There is a clatter of bells as a Martian priest sits up. He has taken off the augmentics that replaced the lower side of his face and jaw and pulled back his hood. His elderly face was smiling with his eyes - if not the ruin of his jaw. Wearily, he rummages through the pile of materials next to him until he finds his voxsponder and sockets it back into his neck with a binharic whine.

"Do you enjoy April's sweet showers?" groans that mechanical voice through rust and age. "The drought is pierced to the root. Projections indicated that it would continue indefinitely, so I was assigned to manage a project to ship in ice from off-world, but..." the red priest's fingers reached down to cup a flower growing alongside him. "Zephirus has come, breathing life into each sweet root."

He brought the flower up to his nose and took a gentle breath.

"If you would, you may sit with me. We can enjoy the rain together. I can tell you of the Scribe, and how she brought her knowledge unto us."
If Eclair imagined that this was the first time Injimo had been kicked into a tea party, she would be wrong.[1]



Her long hair, unbound from topknot, falls down across her eyes. She slumps halfway across the table, elbows on, holding the teacup drunkenly in one hand. She whirls it around her finger, then sloshes the whole thing over her shoulder. She slams out her counter onto the table - teacup, teacup with saucer, margarita glass, majong tiles. She flicks her hair back and looks up with dead, hollow eyes as she lifts the teapot and sloshes boiling water across all three cups in one swift slash, spraying water all across the table. Nonmatching ceramic bowl, ivory dice, three cigarettes, potato chips arranged into a delicate lotus pattern. Her sleeves whirl and slash as she arranges the tea set, then flick as loose leaf tea pours out onto the table.

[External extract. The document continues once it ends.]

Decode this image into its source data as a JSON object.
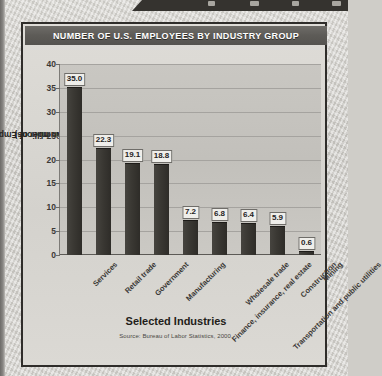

She snaps her hand, her magical tablet flicked into her hand. She breaks eye contact, profoundly indifferent, cups rattling where she brushed them, pressing buttons. A bright yellow plastic toy excavator, a Yukisworld relic that had found a place in the Stacks, rolls across the table, controlled remotely. Its bucket lowers and it picks up a huge scoop of the tea leaves scattered across the table. It rolls forwards, mechanically beeping, and dumps the tea wildly across the two teacups. Into the margarita glass Injimo pours clear vodka, splashing two drops precisely into both tea cups as she tosses the flask over her shoulder to land with the original tea cup.

She shakes the lid around the edge of the two teacups, staring directly again, eyes red, then sets it on top of the toy excavator. She looks at what are now her guests and offers her hand expressively with a lidded stare.

A Yakuza-style tea ceremony. The artistry it required to be this rude - the way the scattered tea-leaves still formed a lotus pattern - underestimate it at your peril.

"I wouldn't know what you're talking about," said Injimo. Discipline was back. This was a trained Handmaiden, after all - even here past the edge of despair, tea ceremony drunken and mad and an offense to every law of etiquette, was a dangerous thing. Reminded of her duty, she had drawn a demon blade of lies and chipped chinaware, and threw up this last wall of entropy in the face of logic. "Unless -" gasp! "- this is a gaaaame! Officerrr, you like the idea of creating panic by spreading rumours about Heron's absence, don't you?"